Diversified Fate
The last 18 months have been an unmitigated disaster. Financial planners have seen their income melt away like global warming on steroids. The stock market has fallen to 12-year lows. Unemployment has risen to 25-year highs. Even traditionally conservative investments like municipal bonds fell roughly 15 percent in 2008. Every asset class has lost value except two: U.S. Treasury bonds and gold. "I've spent a lot of my time in the past six months talking clients off the ledge," says Bob Kargenian, president and principal of TABR Capital Management in Orange, Calif.
In industry circles, one question we hear more and more: Is Modern Portfolio Theory dead? Financial planners have been preaching the sacred truth of diversification to their clients for years.

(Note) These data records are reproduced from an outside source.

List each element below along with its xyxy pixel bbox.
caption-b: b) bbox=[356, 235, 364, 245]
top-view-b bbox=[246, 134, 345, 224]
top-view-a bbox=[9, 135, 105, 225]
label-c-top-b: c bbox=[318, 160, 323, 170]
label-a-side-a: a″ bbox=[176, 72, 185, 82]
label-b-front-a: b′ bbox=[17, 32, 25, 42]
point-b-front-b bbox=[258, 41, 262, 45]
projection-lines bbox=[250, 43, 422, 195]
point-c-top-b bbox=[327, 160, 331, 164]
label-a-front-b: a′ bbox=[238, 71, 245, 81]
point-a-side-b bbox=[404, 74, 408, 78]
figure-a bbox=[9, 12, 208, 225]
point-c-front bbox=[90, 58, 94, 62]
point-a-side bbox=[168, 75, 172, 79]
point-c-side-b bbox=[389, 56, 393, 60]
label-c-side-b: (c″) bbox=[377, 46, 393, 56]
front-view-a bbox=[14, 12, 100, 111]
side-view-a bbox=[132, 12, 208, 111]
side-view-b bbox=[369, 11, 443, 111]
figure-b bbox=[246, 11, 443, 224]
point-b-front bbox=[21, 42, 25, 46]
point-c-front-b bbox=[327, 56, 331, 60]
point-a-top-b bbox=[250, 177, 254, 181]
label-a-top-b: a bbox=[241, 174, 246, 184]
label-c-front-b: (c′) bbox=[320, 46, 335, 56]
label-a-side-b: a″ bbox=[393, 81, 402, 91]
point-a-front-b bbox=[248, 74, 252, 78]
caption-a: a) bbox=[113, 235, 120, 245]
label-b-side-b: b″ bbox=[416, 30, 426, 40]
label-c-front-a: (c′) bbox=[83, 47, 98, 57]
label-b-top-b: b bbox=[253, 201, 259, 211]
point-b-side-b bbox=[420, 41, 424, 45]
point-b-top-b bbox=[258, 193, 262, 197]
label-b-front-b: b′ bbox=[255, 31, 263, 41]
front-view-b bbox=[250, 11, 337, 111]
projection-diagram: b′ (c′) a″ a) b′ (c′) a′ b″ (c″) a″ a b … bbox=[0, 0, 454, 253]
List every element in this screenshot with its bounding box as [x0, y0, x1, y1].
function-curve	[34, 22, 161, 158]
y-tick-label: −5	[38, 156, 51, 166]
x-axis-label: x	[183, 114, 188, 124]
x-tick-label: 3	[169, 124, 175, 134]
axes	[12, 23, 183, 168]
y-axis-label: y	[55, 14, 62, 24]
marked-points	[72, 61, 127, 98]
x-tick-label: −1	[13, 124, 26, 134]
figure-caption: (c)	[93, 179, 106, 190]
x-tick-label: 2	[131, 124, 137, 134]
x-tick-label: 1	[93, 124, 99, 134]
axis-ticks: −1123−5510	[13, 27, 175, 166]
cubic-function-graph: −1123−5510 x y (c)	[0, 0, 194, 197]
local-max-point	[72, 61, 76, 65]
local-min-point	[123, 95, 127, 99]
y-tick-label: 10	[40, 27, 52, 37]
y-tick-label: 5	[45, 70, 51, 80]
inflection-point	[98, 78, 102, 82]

Elaborate asset allocation strategies have been carefully crafted. Financial goals discovered, articulated and codified. Risk tolerance measured and incorporated. Calculations, estimates and scenarios have been run. Fancy colorful financial plans were printed, presented and kept. And in the end, it just didn't matter. Most portfolios have lost 20 percent to 50 percent in value, and for advisors whose compensation is based on AUM, 2008 was a painful year.
"The prime imperative of wealth management is if you take care of the money, everything else will take care of itself," Kargenian says. So riddle me this: Is Modern Portfolio Theory (MPT) a best practice or folly? Once an advisor carefully diversifies a client's portfolio, is putting it on autopilot the right thing to do?

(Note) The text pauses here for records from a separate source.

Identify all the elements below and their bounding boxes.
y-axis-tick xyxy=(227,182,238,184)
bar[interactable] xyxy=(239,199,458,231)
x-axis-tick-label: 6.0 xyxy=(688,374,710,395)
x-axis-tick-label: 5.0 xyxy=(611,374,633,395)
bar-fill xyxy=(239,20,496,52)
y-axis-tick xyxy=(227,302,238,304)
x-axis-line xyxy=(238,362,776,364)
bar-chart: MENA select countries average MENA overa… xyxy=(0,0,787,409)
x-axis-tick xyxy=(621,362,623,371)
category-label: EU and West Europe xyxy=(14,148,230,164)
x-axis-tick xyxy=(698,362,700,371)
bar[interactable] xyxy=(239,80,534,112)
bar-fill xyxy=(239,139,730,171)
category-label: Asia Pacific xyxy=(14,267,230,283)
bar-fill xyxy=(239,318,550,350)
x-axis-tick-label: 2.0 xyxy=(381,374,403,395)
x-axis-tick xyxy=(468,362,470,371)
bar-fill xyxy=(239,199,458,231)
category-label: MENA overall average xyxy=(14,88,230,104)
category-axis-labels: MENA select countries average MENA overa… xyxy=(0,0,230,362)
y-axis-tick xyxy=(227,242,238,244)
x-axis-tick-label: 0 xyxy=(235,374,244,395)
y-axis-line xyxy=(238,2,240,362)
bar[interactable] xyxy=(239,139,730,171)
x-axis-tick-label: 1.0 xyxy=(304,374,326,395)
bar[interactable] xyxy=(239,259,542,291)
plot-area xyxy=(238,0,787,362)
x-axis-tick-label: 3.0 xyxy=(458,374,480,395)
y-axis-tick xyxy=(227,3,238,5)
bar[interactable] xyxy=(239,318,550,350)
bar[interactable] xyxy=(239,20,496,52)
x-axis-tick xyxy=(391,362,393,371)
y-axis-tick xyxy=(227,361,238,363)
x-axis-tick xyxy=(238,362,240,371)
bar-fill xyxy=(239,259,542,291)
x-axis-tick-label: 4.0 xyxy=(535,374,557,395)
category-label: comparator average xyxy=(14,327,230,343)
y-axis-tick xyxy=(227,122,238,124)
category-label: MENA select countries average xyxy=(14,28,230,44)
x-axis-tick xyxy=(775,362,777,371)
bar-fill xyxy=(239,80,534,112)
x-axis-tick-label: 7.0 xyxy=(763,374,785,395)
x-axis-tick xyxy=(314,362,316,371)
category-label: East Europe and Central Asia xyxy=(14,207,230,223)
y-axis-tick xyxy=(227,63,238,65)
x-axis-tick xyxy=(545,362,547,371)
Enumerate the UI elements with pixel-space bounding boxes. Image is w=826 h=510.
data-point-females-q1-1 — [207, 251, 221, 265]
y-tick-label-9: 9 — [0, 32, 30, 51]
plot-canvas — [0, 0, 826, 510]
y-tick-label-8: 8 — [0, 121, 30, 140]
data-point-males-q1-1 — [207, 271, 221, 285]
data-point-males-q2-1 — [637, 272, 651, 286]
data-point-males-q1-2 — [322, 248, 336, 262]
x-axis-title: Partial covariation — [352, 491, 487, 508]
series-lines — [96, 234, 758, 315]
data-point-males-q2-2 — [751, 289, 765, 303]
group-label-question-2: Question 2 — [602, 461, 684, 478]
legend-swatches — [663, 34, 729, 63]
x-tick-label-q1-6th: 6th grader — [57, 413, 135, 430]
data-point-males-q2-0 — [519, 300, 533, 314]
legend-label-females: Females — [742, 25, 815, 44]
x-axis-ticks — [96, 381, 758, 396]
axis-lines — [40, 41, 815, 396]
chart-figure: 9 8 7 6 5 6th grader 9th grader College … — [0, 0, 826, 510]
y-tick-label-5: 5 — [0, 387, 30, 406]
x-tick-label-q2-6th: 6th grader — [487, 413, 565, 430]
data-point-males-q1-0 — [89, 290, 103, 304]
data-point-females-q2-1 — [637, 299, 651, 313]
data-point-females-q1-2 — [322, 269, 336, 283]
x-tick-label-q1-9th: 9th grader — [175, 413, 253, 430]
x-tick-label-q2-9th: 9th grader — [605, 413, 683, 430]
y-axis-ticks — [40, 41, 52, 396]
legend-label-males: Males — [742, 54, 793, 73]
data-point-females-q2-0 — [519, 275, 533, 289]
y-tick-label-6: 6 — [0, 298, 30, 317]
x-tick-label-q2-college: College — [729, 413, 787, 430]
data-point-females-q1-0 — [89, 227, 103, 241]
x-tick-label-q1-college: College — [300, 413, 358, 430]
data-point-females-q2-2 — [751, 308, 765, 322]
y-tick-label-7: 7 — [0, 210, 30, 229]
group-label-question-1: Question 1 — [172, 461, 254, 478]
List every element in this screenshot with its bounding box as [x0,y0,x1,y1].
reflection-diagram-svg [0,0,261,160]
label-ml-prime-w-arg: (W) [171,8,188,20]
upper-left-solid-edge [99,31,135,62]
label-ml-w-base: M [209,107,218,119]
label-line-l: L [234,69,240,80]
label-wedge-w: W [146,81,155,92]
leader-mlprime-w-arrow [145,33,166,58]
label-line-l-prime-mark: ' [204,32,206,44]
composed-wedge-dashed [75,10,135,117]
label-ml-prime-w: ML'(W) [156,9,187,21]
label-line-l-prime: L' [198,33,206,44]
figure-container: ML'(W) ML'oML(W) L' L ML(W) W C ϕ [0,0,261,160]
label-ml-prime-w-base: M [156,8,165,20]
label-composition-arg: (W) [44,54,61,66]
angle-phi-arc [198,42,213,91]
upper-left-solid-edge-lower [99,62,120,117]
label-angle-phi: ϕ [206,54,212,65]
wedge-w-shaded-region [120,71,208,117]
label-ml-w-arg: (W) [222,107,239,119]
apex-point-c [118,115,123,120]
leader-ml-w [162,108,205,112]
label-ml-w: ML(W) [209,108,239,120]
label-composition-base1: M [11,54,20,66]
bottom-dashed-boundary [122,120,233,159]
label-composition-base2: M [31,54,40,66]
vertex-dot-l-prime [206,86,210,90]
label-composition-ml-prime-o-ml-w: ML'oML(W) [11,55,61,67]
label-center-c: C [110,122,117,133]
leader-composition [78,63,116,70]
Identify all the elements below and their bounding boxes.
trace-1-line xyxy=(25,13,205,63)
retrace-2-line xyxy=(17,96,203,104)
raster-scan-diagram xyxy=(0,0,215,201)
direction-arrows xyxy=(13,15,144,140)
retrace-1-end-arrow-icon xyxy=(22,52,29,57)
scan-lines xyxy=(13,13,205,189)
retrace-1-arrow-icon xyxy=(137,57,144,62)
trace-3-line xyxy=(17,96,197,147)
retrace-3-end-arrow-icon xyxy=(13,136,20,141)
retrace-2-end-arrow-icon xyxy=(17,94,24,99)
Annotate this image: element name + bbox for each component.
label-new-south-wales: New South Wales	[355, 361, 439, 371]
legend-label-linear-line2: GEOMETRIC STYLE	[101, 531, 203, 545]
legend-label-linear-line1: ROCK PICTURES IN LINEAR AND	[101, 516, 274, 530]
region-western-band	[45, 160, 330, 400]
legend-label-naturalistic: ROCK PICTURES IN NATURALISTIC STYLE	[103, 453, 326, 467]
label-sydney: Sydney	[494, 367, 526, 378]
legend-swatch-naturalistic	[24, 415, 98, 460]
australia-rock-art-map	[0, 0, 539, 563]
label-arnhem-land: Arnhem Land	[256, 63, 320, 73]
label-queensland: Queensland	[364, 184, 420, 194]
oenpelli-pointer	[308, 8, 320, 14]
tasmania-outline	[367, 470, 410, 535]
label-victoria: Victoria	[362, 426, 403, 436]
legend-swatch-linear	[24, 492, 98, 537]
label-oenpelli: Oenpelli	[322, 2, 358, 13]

Not according to Harold Evensky, CFP, AIF, president of Evensky & Katz Wealth Management in Coral Gables, Fla. The classic definition of MPT boils down to diversifying investments among different types of investments, each of which have unique characteristics, hence reducing the probability of sustaining a large loss. Unfortunately, the last 18 months have challenged the theory. Disparate asset classes, with distinct risk profiles, all went down together. What went so terribly wrong? Evensky concludes: "It's not that MPT is invalid, it's that the application has been faulty."
According to Evensky: "The MPT model alone will not necessarily work in bear markets, or at least not using historical averages alone as inputs without other adjustments to forecast the return, volatility and especially correlation." Evensky advocates a "core and satellite" approach, where the core allocation of a client's portfolio is used to capture market returns, and a satellite allocation, namely a portion that is allocated 100 percent of the risk budget, provides the alpha.

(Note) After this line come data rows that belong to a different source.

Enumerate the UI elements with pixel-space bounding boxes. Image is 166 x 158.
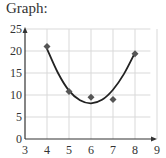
y-tick-label: 5: [16, 110, 22, 124]
data-point-marker: [44, 43, 51, 50]
x-axis-arrow-icon: [151, 137, 157, 142]
x-tick-label: 3: [22, 143, 28, 157]
x-tick-label: 8: [132, 143, 138, 157]
data-point-marker: [110, 96, 117, 103]
y-tick-label: 25: [10, 22, 22, 36]
x-tick-label: 4: [44, 143, 50, 157]
x-tick-label: 6: [88, 143, 94, 157]
y-tick-label: 0: [16, 132, 22, 146]
y-tick-label: 15: [10, 66, 22, 80]
y-tick-label: 10: [10, 88, 22, 102]
y-tick-label: 20: [10, 44, 22, 58]
x-tick-label: 9: [154, 143, 160, 157]
y-axis-arrow-icon: [23, 27, 28, 33]
x-tick-label: 5: [66, 143, 72, 157]
x-tick-label: 7: [110, 143, 116, 157]
scatter-chart: 34567890510152025: [0, 0, 166, 158]
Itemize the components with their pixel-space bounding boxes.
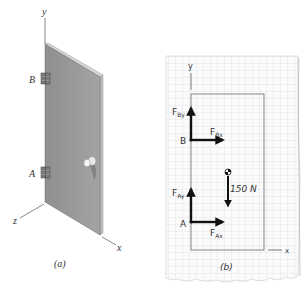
point-a-label: A bbox=[180, 219, 187, 229]
door-side-edge bbox=[100, 75, 103, 235]
hinge-a bbox=[41, 167, 50, 178]
panel-a-caption: (a) bbox=[54, 258, 66, 270]
fbd-x-axis-label: x bbox=[285, 247, 289, 255]
grid-lines bbox=[166, 56, 300, 282]
x-axis-label: x bbox=[116, 242, 122, 253]
point-b-label: B bbox=[180, 136, 186, 146]
centroid-icon bbox=[225, 169, 231, 175]
hinge-b-label: B bbox=[29, 74, 35, 85]
figure: y B A z bbox=[0, 0, 307, 292]
hinge-b bbox=[41, 73, 50, 84]
y-axis-label: y bbox=[41, 6, 47, 17]
weight-label: 150 N bbox=[230, 184, 257, 194]
panel-b: y x B FBy FBx A FAy FAx 150 N (b) bbox=[166, 56, 300, 282]
door-face bbox=[45, 44, 100, 235]
panel-b-caption: (b) bbox=[220, 262, 233, 272]
x-axis-line bbox=[102, 237, 116, 245]
panel-a: y B A z bbox=[12, 6, 122, 270]
z-axis-line bbox=[20, 204, 44, 218]
hinge-a-label: A bbox=[28, 168, 36, 179]
z-axis-label: z bbox=[12, 215, 17, 226]
fbd-y-axis-label: y bbox=[188, 62, 193, 71]
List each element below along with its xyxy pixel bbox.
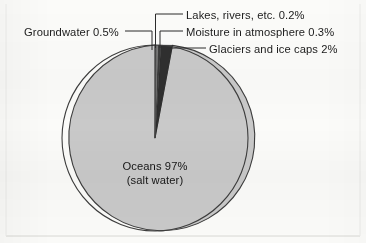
slice-label-groundwater: Groundwater 0.5% [24,26,119,39]
slice-label-lakes-rivers-etc: Lakes, rivers, etc. 0.2% [186,9,305,22]
slice-label-oceans: Oceans 97% (salt water) [92,160,218,187]
slice-label-glaciers-and-ice-caps: Glaciers and ice caps 2% [209,43,338,56]
slice-label-oceans-primary: Oceans 97% [92,160,218,174]
slice-label-oceans-secondary: (salt water) [92,174,218,188]
slice-label-moisture-in-atmosphere: Moisture in atmosphere 0.3% [186,26,334,39]
pie-chart-figure: Groundwater 0.5% Lakes, rivers, etc. 0.2… [0,0,366,243]
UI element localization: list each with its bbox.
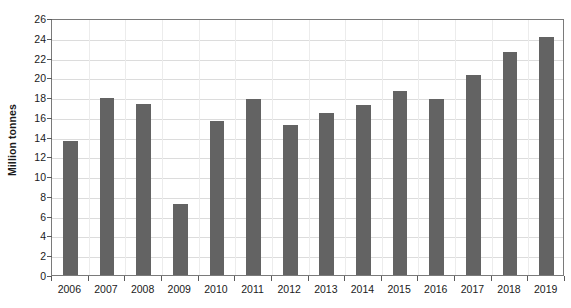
vertical-gridline — [199, 20, 200, 275]
gridline — [52, 158, 563, 159]
x-axis-tick-label: 2017 — [461, 283, 484, 295]
y-axis-tick-mark — [47, 98, 52, 99]
x-axis-tick-mark — [454, 276, 455, 281]
vertical-gridline — [528, 20, 529, 275]
y-axis-tick-label: 16 — [6, 112, 46, 124]
gridline — [52, 60, 563, 61]
x-axis-tick-mark — [344, 276, 345, 281]
y-axis-tick-label: 2 — [6, 250, 46, 262]
x-axis-tick-mark — [417, 276, 418, 281]
gridline — [52, 79, 563, 80]
x-axis-tick-label: 2006 — [58, 283, 81, 295]
y-axis-tick-mark — [47, 59, 52, 60]
y-axis-tick-mark — [47, 157, 52, 158]
gridline — [52, 178, 563, 179]
x-axis-tick-label: 2015 — [387, 283, 410, 295]
vertical-gridline — [235, 20, 236, 275]
gridline — [52, 218, 563, 219]
y-axis-tick-mark — [47, 118, 52, 119]
x-axis-tick-mark — [308, 276, 309, 281]
y-axis-tick-label: 6 — [6, 211, 46, 223]
y-axis-tick-label: 4 — [6, 230, 46, 242]
bar — [393, 91, 408, 275]
vertical-gridline — [492, 20, 493, 275]
x-axis-tick-mark — [198, 276, 199, 281]
bar-chart: Million tonnes 02468101214161820222426 2… — [0, 0, 571, 308]
y-axis-tick-mark — [47, 78, 52, 79]
bar — [503, 52, 518, 275]
x-axis-tick-label: 2016 — [424, 283, 447, 295]
x-axis-tick-mark — [527, 276, 528, 281]
y-axis-tick-mark — [47, 197, 52, 198]
gridline — [52, 99, 563, 100]
y-axis-tick-label: 12 — [6, 151, 46, 163]
y-axis-tick-label: 26 — [6, 13, 46, 25]
vertical-gridline — [418, 20, 419, 275]
x-axis-tick-label: 2011 — [241, 283, 264, 295]
gridline — [52, 40, 563, 41]
y-axis-tick-label: 18 — [6, 92, 46, 104]
bar — [429, 99, 444, 275]
x-axis-tick-label: 2008 — [131, 283, 154, 295]
x-axis-tick-label: 2014 — [351, 283, 374, 295]
y-axis-tick-label: 10 — [6, 171, 46, 183]
y-axis-tick-mark — [47, 138, 52, 139]
x-axis-tick-label: 2013 — [314, 283, 337, 295]
vertical-gridline — [382, 20, 383, 275]
bar — [210, 121, 225, 275]
y-axis-tick-mark — [47, 177, 52, 178]
bar — [173, 204, 188, 275]
x-axis-tick-label: 2019 — [534, 283, 557, 295]
vertical-gridline — [89, 20, 90, 275]
bar — [319, 113, 334, 275]
gridline — [52, 119, 563, 120]
bar — [136, 104, 151, 275]
x-axis-tick-label: 2009 — [168, 283, 191, 295]
vertical-gridline — [455, 20, 456, 275]
x-axis-tick-mark — [88, 276, 89, 281]
x-axis-tick-label: 2007 — [94, 283, 117, 295]
x-axis-tick-mark — [564, 276, 565, 281]
y-axis-tick-label: 22 — [6, 53, 46, 65]
bar — [539, 37, 554, 275]
x-axis-tick-mark — [234, 276, 235, 281]
vertical-gridline — [162, 20, 163, 275]
bar — [283, 125, 298, 275]
x-axis-tick-label: 2018 — [497, 283, 520, 295]
x-axis-tick-mark — [271, 276, 272, 281]
y-axis-tick-mark — [47, 19, 52, 20]
y-axis-tick-mark — [47, 39, 52, 40]
bar — [63, 141, 78, 275]
x-axis-tick-mark — [491, 276, 492, 281]
gridline — [52, 237, 563, 238]
bar — [356, 105, 371, 275]
y-axis-tick-label: 8 — [6, 191, 46, 203]
vertical-gridline — [125, 20, 126, 275]
x-axis-tick-label: 2010 — [204, 283, 227, 295]
y-axis-tick-label: 14 — [6, 132, 46, 144]
y-axis-tick-label: 24 — [6, 33, 46, 45]
y-axis-tick-label: 20 — [6, 72, 46, 84]
vertical-gridline — [309, 20, 310, 275]
y-axis-tick-mark — [47, 217, 52, 218]
gridline — [52, 139, 563, 140]
x-axis-tick-mark — [161, 276, 162, 281]
gridline — [52, 198, 563, 199]
x-axis-tick-mark — [381, 276, 382, 281]
bar — [246, 99, 261, 275]
bar — [100, 98, 115, 275]
gridline — [52, 257, 563, 258]
y-axis-tick-mark — [47, 236, 52, 237]
vertical-gridline — [272, 20, 273, 275]
y-axis-tick-label: 0 — [6, 270, 46, 282]
x-axis-tick-mark — [124, 276, 125, 281]
vertical-gridline — [345, 20, 346, 275]
x-axis-tick-mark — [51, 276, 52, 281]
plot-area — [51, 19, 564, 276]
bar — [466, 75, 481, 275]
y-axis-tick-mark — [47, 256, 52, 257]
x-axis-tick-label: 2012 — [277, 283, 300, 295]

John E. Rice, CFA, CFP, notes that MPT originally started with a paper by Harry Markowitz in 1952 that basically quantified mathematically the idea that diversification across different asset classes that are not well correlated reduces risk. "I do believe that diversification is appropriate and that it should be used in portfolios," says Rice, formerly chief investment officer at Phoenix wealth-management firm Keats, Connelly and Associates. "However, I think that advisors have had a tendency to overuse the idea of standard deviations and correlations when making decisions about portfolio diversification."
Based on Markowitz's groundbreaking research, financial planners have been selling MPT for years as one of the tenets of prudent investing. Are they misguided? Not so says investment advisor Richard A. Ferri, CFA, founder and CEO of Portfolio Solutions in Troy, Mich.: "I fall on the side of it does work. It just doesn't work well all the time because in finance, models are not like those in the natural sciences, where water freezes to ice at 32 degrees Fahrenheit at sea level. No matter where you go in the world, if it's 32 degrees Fahrenheit and you're at sea level, water will freeze…it will happen every time. But in finance, that's not the way it happens. Theories are approximations, good generalities. They are guides. Investing is like throwing horseshoes; you get points for being close. You don't have to get a ringer."
Ferri believes that over the long term, generally, MPT works, but if you're looking at it over any short-term specific period, it may not work. He comforts investors by saying: "My belief is that investors shouldn't abandon MPT. They should continue with it because even though it did not work among risky asset classes in the last 18 months, evidence is that it will work again in the future."